A Season for Not Much

What would Solomon say?
February in New England

When King Solomon famously said that there is a season for everything, he obviously had not been to New England in February.  During autumn, the season devoted to preparing for winter, I had made some attempts at insulating my shop so that winter could be more productive.  But having found neither time nor resources to really get some good insulation in, my half-hearted efforts yielded predictable results: in short, it’s cold out there, and there’s a limit to how long I can stand on freezing concrete slab, and to what things I can even do.

Luckily, the warm house is right there, and when a chill starts travelling up the legs too much, I can simply pop in there for a cozy cup of tea next to the wood stove.  What I can’t do, however, is bring in all the things I want to paint and varnish, which limited my work on the schooner this winter, since paint and varnish are the two things it needs the most.

Having put those to one side since the hard frost began, I did find a few things to chip away at: most importantly the rigging.  While it’s unpleasant to splice with cold hands, it is at least possible, and the girls and I put together a whole gang of new rigging for the schooner, working here and there in little bits.  The old standing rigging was swaged stainless steel wire, and while I’m not upgrading much else on the boat, it seemed like it would be a waste, having both the skill and materials to do a really nice synthetic shroud job, not do it.

I had a good bit of Marlow’s pre-stretched, quarter-inch, SK78 MAX dyneema left over from a long-ago job: just the thing for small boat shrouds, and a nice material for the girls to learn to splice with.  We made mostly soft eyes aloft, with dyneema sleeve to prevent wear, and closed thimbles alow to replace the wooden deadeyes. Though deadeyes fit the schooner’s look perfectly, these were a little too big around, with lanyard holes too rough to get the tension right, and cutting them down would have meant more work than making new.  And for shrouds that small, a teardrop thimble takes the lanyard perfectly well, and tradition can only sway me so far.  Most of the halyard blocks are now attached with soft rope strops, and hopefully everything will run more smoothly and with less chance of chafe.  I know, a 20-foot gaff-rigged schooner is hardly a high-performance boat, but why not give her every advantage that reason permits?

Bronze
Bronze Bowsprit shroud chainplates with big bails for lashing.
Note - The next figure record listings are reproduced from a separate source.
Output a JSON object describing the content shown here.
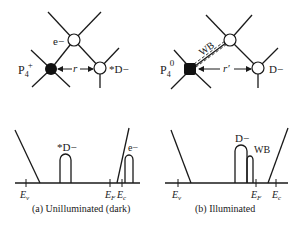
{
  "panel_a": {
    "caption": "(a) Unilluminated (dark)",
    "top": {
      "electron_label": "e−",
      "acceptor_label": "P",
      "acceptor_sub": "4",
      "acceptor_sup": "+",
      "donor_label": "*D−",
      "distance_label": "r"
    },
    "bottom": {
      "ev_label": "E",
      "ev_sub": "v",
      "ef_label": "E",
      "ef_sub": "F",
      "ec_label": "E",
      "ec_sub": "c",
      "donor_state_label": "*D−",
      "electron_state_label": "e−"
    }
  },
  "panel_b": {
    "caption": "(b) Illuminated",
    "top": {
      "bond_label": "WB",
      "acceptor_label": "P",
      "acceptor_sub": "4",
      "acceptor_sup": "0",
      "donor_label": "D−",
      "distance_label": "r′"
    },
    "bottom": {
      "ev_label": "E",
      "ev_sub": "v",
      "ef_label": "E",
      "ef_sub": "F",
      "ec_label": "E",
      "ec_sub": "c",
      "donor_state_label": "D−",
      "wb_state_label": "WB"
    }
  }
}
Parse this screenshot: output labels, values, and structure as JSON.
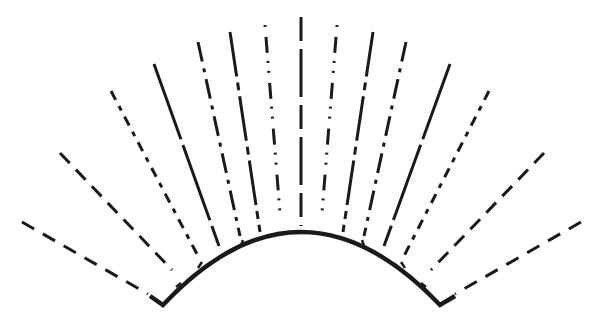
{
  "diagram": {
    "type": "radial-lines-over-arc",
    "stroke_color": "#1a1a1a",
    "background": "#ffffff",
    "arc": {
      "left_end": [
        163,
        305
      ],
      "right_end": [
        440,
        305
      ],
      "apex": [
        301,
        232
      ],
      "left_foot": [
        150,
        296
      ],
      "right_foot": [
        455,
        296
      ]
    },
    "rays": [
      {
        "id": "L1",
        "x1": 22,
        "y1": 222,
        "x2": 148,
        "y2": 294,
        "dash": "14 10"
      },
      {
        "id": "L2",
        "x1": 60,
        "y1": 153,
        "x2": 172,
        "y2": 270,
        "dash": "14 9"
      },
      {
        "id": "L3",
        "x1": 111,
        "y1": 91,
        "x2": 198,
        "y2": 256,
        "dash": "10 7 5 7"
      },
      {
        "id": "L4",
        "x1": 154,
        "y1": 64,
        "x2": 219,
        "y2": 246,
        "dash": "80 6"
      },
      {
        "id": "L5",
        "x1": 198,
        "y1": 42,
        "x2": 240,
        "y2": 236,
        "dash": "20 7 4 7"
      },
      {
        "id": "L6",
        "x1": 230,
        "y1": 32,
        "x2": 260,
        "y2": 232,
        "dash": "45 6 8 6"
      },
      {
        "id": "L7",
        "x1": 265,
        "y1": 25,
        "x2": 280,
        "y2": 213,
        "dash": "2 10 16 8 2 8"
      },
      {
        "id": "C",
        "x1": 301,
        "y1": 17,
        "x2": 301,
        "y2": 226,
        "dash": "24 8 48 8"
      },
      {
        "id": "R7",
        "x1": 337,
        "y1": 25,
        "x2": 322,
        "y2": 213,
        "dash": "2 10 16 8 2 8"
      },
      {
        "id": "R6",
        "x1": 373,
        "y1": 32,
        "x2": 343,
        "y2": 232,
        "dash": "45 6 8 6"
      },
      {
        "id": "R5",
        "x1": 406,
        "y1": 42,
        "x2": 364,
        "y2": 236,
        "dash": "20 7 4 7"
      },
      {
        "id": "R4",
        "x1": 450,
        "y1": 64,
        "x2": 384,
        "y2": 246,
        "dash": "80 6"
      },
      {
        "id": "R3",
        "x1": 489,
        "y1": 91,
        "x2": 404,
        "y2": 256,
        "dash": "10 7 5 7"
      },
      {
        "id": "R2",
        "x1": 544,
        "y1": 153,
        "x2": 431,
        "y2": 270,
        "dash": "14 9"
      },
      {
        "id": "R1",
        "x1": 581,
        "y1": 222,
        "x2": 455,
        "y2": 294,
        "dash": "14 10"
      }
    ],
    "ticks": [
      {
        "x1": 176,
        "y1": 287,
        "x2": 181,
        "y2": 283
      },
      {
        "x1": 198,
        "y1": 268,
        "x2": 202,
        "y2": 262
      },
      {
        "x1": 241,
        "y1": 246,
        "x2": 243,
        "y2": 240
      },
      {
        "x1": 362,
        "y1": 240,
        "x2": 364,
        "y2": 246
      },
      {
        "x1": 401,
        "y1": 262,
        "x2": 405,
        "y2": 268
      },
      {
        "x1": 421,
        "y1": 283,
        "x2": 426,
        "y2": 287
      }
    ]
  }
}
Another thing the season allowed was the fabrication of several parts: the original gooseneck had half-way torn out, and the bowsprit shroud chainplates were cracked from being loaded unfairly.  Now when I built Ganymede, I had bought bronze plate stock to cut chainplates and other fittings out of, and have been toting the scraps around ever since, hoping to find a good use for them.  Here it was at last: ten years of moving the scraps from box to bin finally paid off in a pair of elegant chainplates, which, though far thicker than they need to be, were the right material by virtue of being what I had.  Another Ganymede fitting rendered obsolete by the her cockpit redesign was cut down for a gooseneck.

All these bits of hardware, as well as four portholes that I took out so I could paint, plus a couple of new portholes from the consignment shop, are waiting for weather warm enough that I can go out there and install them.  As the season loiters on to its appointed end, a day of lower 40s comes along here and there, which I leap on to slosh a coat of paint or primer here and there.  It’s not that I’m using paint that requires warm weather to apply—it’s that I require a minimum temperature to crawl around inside a tiny boat cabin.  Still, seizing the day whenever I could, I’ve got the inside fairly presentable, ready to install a huge pile of things just as soon as the season will relent and let things go above 50 degrees again.  When that will be I’ll bet even Solomon wouldn’t know.